This patch makes the client claim the background memory from the
provided semaphore (which, in turn, sits on the shard-wide storage
manager instance). Once body writing is complete, the claimed units are
returned back to the semaphore allowing for more background writes.
Signed-off-by: Pavel Emelyanov <xemul@scylladb.com>
The semaphore will be used to cap memory consumption by client. This
patch makes sure the reference to a semaphore exists as an argument to
client's constructor, not more than that.
In scylla binary, the semaphore sits on storage_manager. In tests the
semaphore is some local object. For now the semaphore is unused and is
initialized locked as this patch just pushes the needed argument all the
way around, next patches will make use of it.
Signed-off-by: Pavel Emelyanov <xemul@scylladb.com>
This series introduces a scylla-native nodetool. It is invokable via the main scylla executable as the other native tools we have. It uses the seastar's new `http::client` to connect to the specified node and execute the desired commands.
For now a single command is implemented: `nodetool compact`, invokable as `scylla nodetool compact`. Once all the boilerplate is added to create a new tool, implementing a single command is not too bad, in terms of code-bloat. Certainly not as clean as a python implementation would be, but good enough. The advantages of a C++ implementation is that all of us in the core team know C++ and that it is shipped right as part of the scylla executable..
Closes#14841
* github.com:scylladb/scylladb:
test: add nodetool tests
test.py: add ToolTestSuite and ToolTest
tools/scylla-nodetool: implement compact operation
tools/scylla-nodetool: implement basic scylla_rest_api_client
tools: introduce scylla-nodetool
utils: export dns_connection_factory from s3/client.cc to http.hh
utils/s3/client: pass logger to dns_connection_factory in constructor
tools/utils: tool_app_template::run_async(): also detect --help* as --help
We want to publish this class in a header so it can be used by others,
but it uses the s3 logger. We don't want future users to pollute the s3
logs, so allow users to pass their own loggers to the factory.
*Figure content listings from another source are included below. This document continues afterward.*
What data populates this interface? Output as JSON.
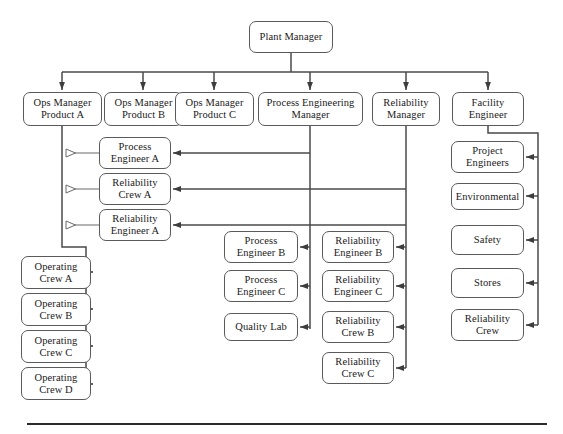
{
  "diagram": {
    "line_color": "#4a4a4a",
    "box_border_color": "#5a5a5a",
    "box_fill_color": "#ffffff",
    "rule_color": "#2b2b2b"
  },
  "nodes": {
    "plant_manager": {
      "label": "Plant Manager",
      "x": 249,
      "y": 21,
      "w": 84,
      "h": 32
    },
    "ops_manager_a": {
      "label": "Ops Manager\nProduct A",
      "x": 23,
      "y": 92,
      "w": 79,
      "h": 34
    },
    "ops_manager_b": {
      "label": "Ops Manager\nProduct B",
      "x": 104,
      "y": 92,
      "w": 79,
      "h": 34
    },
    "ops_manager_c": {
      "label": "Ops Manager\nProduct C",
      "x": 175,
      "y": 92,
      "w": 79,
      "h": 34
    },
    "process_engineering_manager": {
      "label": "Process Engineering\nManager",
      "x": 258,
      "y": 92,
      "w": 105,
      "h": 34
    },
    "reliability_manager": {
      "label": "Reliability\nManager",
      "x": 372,
      "y": 92,
      "w": 68,
      "h": 34
    },
    "facility_engineer": {
      "label": "Facility\nEngineer",
      "x": 452,
      "y": 92,
      "w": 72,
      "h": 34
    },
    "process_engineer_a": {
      "label": "Process\nEngineer A",
      "x": 99,
      "y": 137,
      "w": 72,
      "h": 32
    },
    "reliability_crew_a": {
      "label": "Reliability\nCrew A",
      "x": 99,
      "y": 173,
      "w": 72,
      "h": 32
    },
    "reliability_engineer_a": {
      "label": "Reliability\nEngineer A",
      "x": 99,
      "y": 209,
      "w": 72,
      "h": 32
    },
    "operating_crew_a": {
      "label": "Operating\nCrew A",
      "x": 21,
      "y": 256,
      "w": 70,
      "h": 33
    },
    "operating_crew_b": {
      "label": "Operating\nCrew B",
      "x": 21,
      "y": 293,
      "w": 70,
      "h": 33
    },
    "operating_crew_c": {
      "label": "Operating\nCrew C",
      "x": 21,
      "y": 330,
      "w": 70,
      "h": 33
    },
    "operating_crew_d": {
      "label": "Operating\nCrew D",
      "x": 21,
      "y": 367,
      "w": 70,
      "h": 33
    },
    "process_engineer_b": {
      "label": "Process\nEngineer B",
      "x": 224,
      "y": 231,
      "w": 74,
      "h": 32
    },
    "process_engineer_c": {
      "label": "Process\nEngineer C",
      "x": 224,
      "y": 270,
      "w": 74,
      "h": 32
    },
    "quality_lab": {
      "label": "Quality Lab",
      "x": 224,
      "y": 313,
      "w": 74,
      "h": 28
    },
    "reliability_engineer_b": {
      "label": "Reliability\nEngineer B",
      "x": 322,
      "y": 231,
      "w": 72,
      "h": 32
    },
    "reliability_engineer_c": {
      "label": "Reliability\nEngineer C",
      "x": 322,
      "y": 270,
      "w": 72,
      "h": 32
    },
    "reliability_crew_b": {
      "label": "Reliability\nCrew B",
      "x": 322,
      "y": 311,
      "w": 72,
      "h": 32
    },
    "reliability_crew_c": {
      "label": "Reliability\nCrew C",
      "x": 322,
      "y": 352,
      "w": 72,
      "h": 32
    },
    "project_engineers": {
      "label": "Project\nEngineers",
      "x": 451,
      "y": 141,
      "w": 73,
      "h": 32
    },
    "environmental": {
      "label": "Environmental",
      "x": 451,
      "y": 183,
      "w": 73,
      "h": 27
    },
    "safety": {
      "label": "Safety",
      "x": 451,
      "y": 225,
      "w": 73,
      "h": 30
    },
    "stores": {
      "label": "Stores",
      "x": 451,
      "y": 268,
      "w": 73,
      "h": 30
    },
    "reliability_crew_facility": {
      "label": "Reliability\nCrew",
      "x": 451,
      "y": 309,
      "w": 73,
      "h": 32
    }
  },
  "bottom_rule": {
    "x": 27,
    "y": 423,
    "w": 520,
    "h": 2
  }
}
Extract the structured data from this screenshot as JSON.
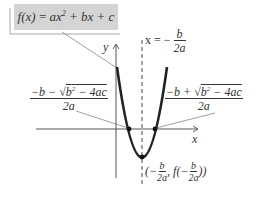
{
  "diagram": {
    "function_label": "f(x) = ax² + bx + c",
    "function_parts": {
      "fx": "f(x)",
      "eq": " = ",
      "a_term": "ax",
      "exp": "2",
      "rest": " + bx + c"
    },
    "axis_of_symmetry": {
      "prefix": "x = −",
      "num": "b",
      "den": "2a"
    },
    "y_axis_label": "y",
    "x_axis_label": "x",
    "left_root": {
      "num_pre": "−b − ",
      "radicand_b": "b",
      "radicand_exp": "2",
      "radicand_rest": " − 4ac",
      "den": "2a"
    },
    "right_root": {
      "num_pre": "−b + ",
      "radicand_b": "b",
      "radicand_exp": "2",
      "radicand_rest": " − 4ac",
      "den": "2a"
    },
    "vertex": {
      "open": "(−",
      "num": "b",
      "den": "2a",
      "mid": ", f(−",
      "num2": "b",
      "den2": "2a",
      "close": "))"
    },
    "colors": {
      "curve": "#222222",
      "axes": "#333333",
      "box": "#d4d4d4",
      "leader": "#888888"
    }
  }
}
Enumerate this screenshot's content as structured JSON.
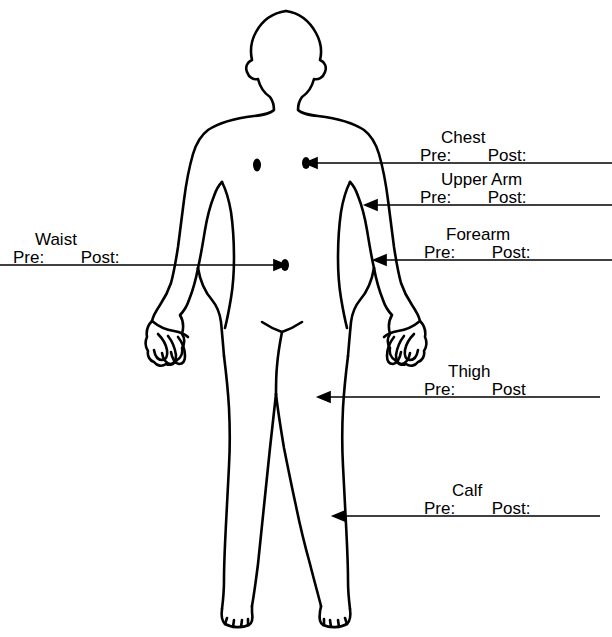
{
  "document": {
    "type": "body-measurement-diagram",
    "figure": "human-body-outline-front-view",
    "ink_color": "#000000",
    "background_color": "#ffffff"
  },
  "annotations": [
    {
      "id": "chest",
      "title": "Chest",
      "pre_label": "Pre:",
      "post_label": "Post:",
      "arrow_direction": "left"
    },
    {
      "id": "upper-arm",
      "title": "Upper Arm",
      "pre_label": "Pre:",
      "post_label": "Post:",
      "arrow_direction": "left"
    },
    {
      "id": "forearm",
      "title": "Forearm",
      "pre_label": "Pre:",
      "post_label": "Post:",
      "arrow_direction": "left"
    },
    {
      "id": "waist",
      "title": "Waist",
      "pre_label": "Pre:",
      "post_label": "Post:",
      "arrow_direction": "right"
    },
    {
      "id": "thigh",
      "title": "Thigh",
      "pre_label": "Pre:",
      "post_label": "Post",
      "arrow_direction": "left"
    },
    {
      "id": "calf",
      "title": "Calf",
      "pre_label": "Pre:",
      "post_label": "Post:",
      "arrow_direction": "left"
    }
  ]
}
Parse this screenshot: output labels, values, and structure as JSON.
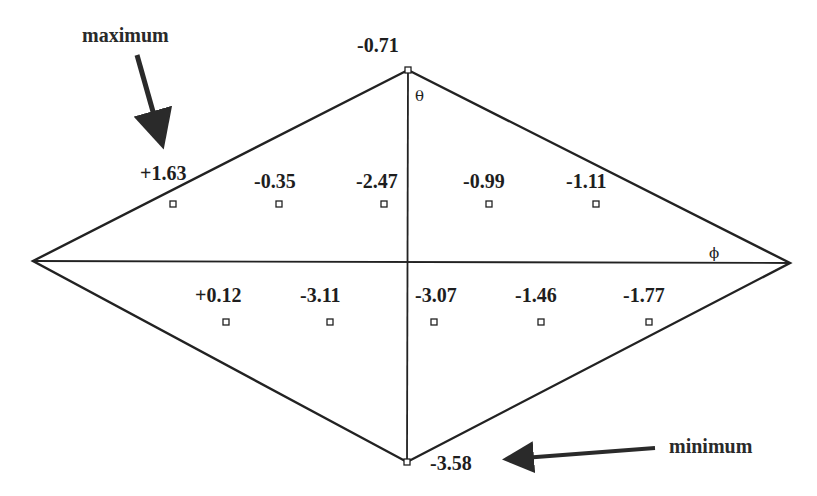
{
  "diagram": {
    "type": "rhombus-grid",
    "vertices": {
      "top": {
        "x": 408,
        "y": 70,
        "value": "-0.71"
      },
      "bottom": {
        "x": 407,
        "y": 462,
        "value": "-3.58"
      },
      "left": {
        "x": 33,
        "y": 261
      },
      "right": {
        "x": 790,
        "y": 263
      }
    },
    "axis_labels": {
      "theta": "θ",
      "phi": "ϕ"
    },
    "upper_row": [
      {
        "x": 173,
        "y": 204,
        "value": "+1.63"
      },
      {
        "x": 279,
        "y": 204,
        "value": "-0.35"
      },
      {
        "x": 384,
        "y": 204,
        "value": "-2.47"
      },
      {
        "x": 489,
        "y": 204,
        "value": "-0.99"
      },
      {
        "x": 596,
        "y": 204,
        "value": "-1.11"
      }
    ],
    "lower_row": [
      {
        "x": 226,
        "y": 322,
        "value": "+0.12"
      },
      {
        "x": 330,
        "y": 322,
        "value": "-3.11"
      },
      {
        "x": 434,
        "y": 322,
        "value": "-3.07"
      },
      {
        "x": 541,
        "y": 322,
        "value": "-1.46"
      },
      {
        "x": 649,
        "y": 322,
        "value": "-1.77"
      }
    ],
    "annotations": {
      "maximum": {
        "label": "maximum",
        "points_to": "+1.63"
      },
      "minimum": {
        "label": "minimum",
        "points_to": "-3.58"
      }
    }
  }
}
The added metrics include:
- http client metrics, which include the number of connections, the number of active connections and the number of new connections made so far
- IO metrics that mimic those for traditional IO -- total number of object read/write ops, total number of get/put/uploaded bytes and individual IO request delay (round-trip, including body transfer time)
fixes: #13369Closes#14494
* github.com:scylladb/scylladb:
s3/client: Add IO stats metrics
s3/client: Add HTTP client metrics
s3/client: Split make_request()
s3/client: Wrap http client with struct group_client
s3/client: Move client::stats to namespace scope
s3/client: Keep part size local variable
to be aligned with seastar's coding-style.md: scylladb uses seastar's
coding-style.md. so let's adhere to it.
Signed-off-by: Kefu Chai <kefu.chai@scylladb.com>
Closes#15345
seastar has deprecated the overload which accepts `server_name`,
let's use the one which accepts `tls::tls_options`.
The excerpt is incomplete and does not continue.